Now Blacky sometimes makes a mistake that smart people are very apt to make; he thinks that because he is so smart, other people are stupid. That is where he proves that smart as he is, he isn't as smart as he thinks he is. He always thought of Hooty the Owl as stupid. That is, he always thought of him that way in daytime. At night, when he was waked out of a sound sleep by the fierce hunting cry of Hooty, he wasn't so sure about Hooty being stupid, and he always took care to sit perfectly still in the darkness, lest Hooty's great ears should hear him and Hooty's great eyes, made for seeing in the dark, should find him. No, in the night Blacky was not at all sure that Hooty was stupid.

But in the daytime he was sure. You see, he quite forgot the fact that the brightness of day is to Hooty what the blackness of night is to him. So, because Hooty would simply sit still and hiss and snap his bill, instead of trying to catch his tormentors or flying away, Blacky called him stupid. He felt sure that Hooty would stay right where he was now, and he hoped that Mrs. Hooty would lose her temper and leave the nest where she was sitting on those two eggs and join Hooty to help him try to drive away that noisy crew.

But Hooty isn't stupid. Not a bit of it. The minute he found out that Blacky and his friends had discovered him, he thought of Mrs. Hooty and the two precious eggs in the old nest of Redtail the Hawk close by.

"Mrs. Hooty mustn't be disturbed," thought he. "That will never do at all. I must lead these black rascals away where they won't discover Mrs. Hooty. I certainly must."

So he spread his broad wings and blundered away among the trees a little way. He didn't fly far because the instant he started to fly that whole noisy crew with the exception of Blacky were after him. Because he couldn't use his claws or bill while flying, they grew bold enough to pull a few feathers out of his back. So he flew only a little way to a thick hemlock-tree, where it wasn't easy for the Crows to get at him, and where the light didn't hurt his eyes so much. There he rested a few minutes and then did the same thing over again. He meant to lead those bothersome Crows into the darkest part of the Green Forest and there—well, he could see better there, and it might be that one of them would be careless enough to come within reach. No, Hooty wasn't stupid. Certainly not.

Blacky awoke to that fact as he sat in the top of a tall pine-tree silently watching. He could see Mrs.

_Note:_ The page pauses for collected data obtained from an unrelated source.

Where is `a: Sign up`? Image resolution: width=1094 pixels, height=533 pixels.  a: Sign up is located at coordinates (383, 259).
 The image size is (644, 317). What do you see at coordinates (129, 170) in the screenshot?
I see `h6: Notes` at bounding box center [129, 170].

Hooty on the nest, and as the noise of Hooty's tormentors sounded from farther and farther away, she settled herself more comfortably and closed her eyes. Blacky could imagine that she was smiling to herself. It was clear that she had no intention of going to help Hooty. His splendid plan had failed just because stupid Hooty, who wasn't stupid at all, had flown away when he ought to have sat still. It was very provoking.



CHAPTER VII: Blacky Tries Another Plan

When one plan fails, just try another; Declare you'll win some way or other.

People who succeed are those who do not give up because they fail the first time they try. They are the ones who, as soon as one plan fails, get busy right away and think of another plan and try that. If the thing they are trying to do is a good thing, sooner or later they succeed. If they are trying to do a wrong thing, very likely all their plans fail, as they should.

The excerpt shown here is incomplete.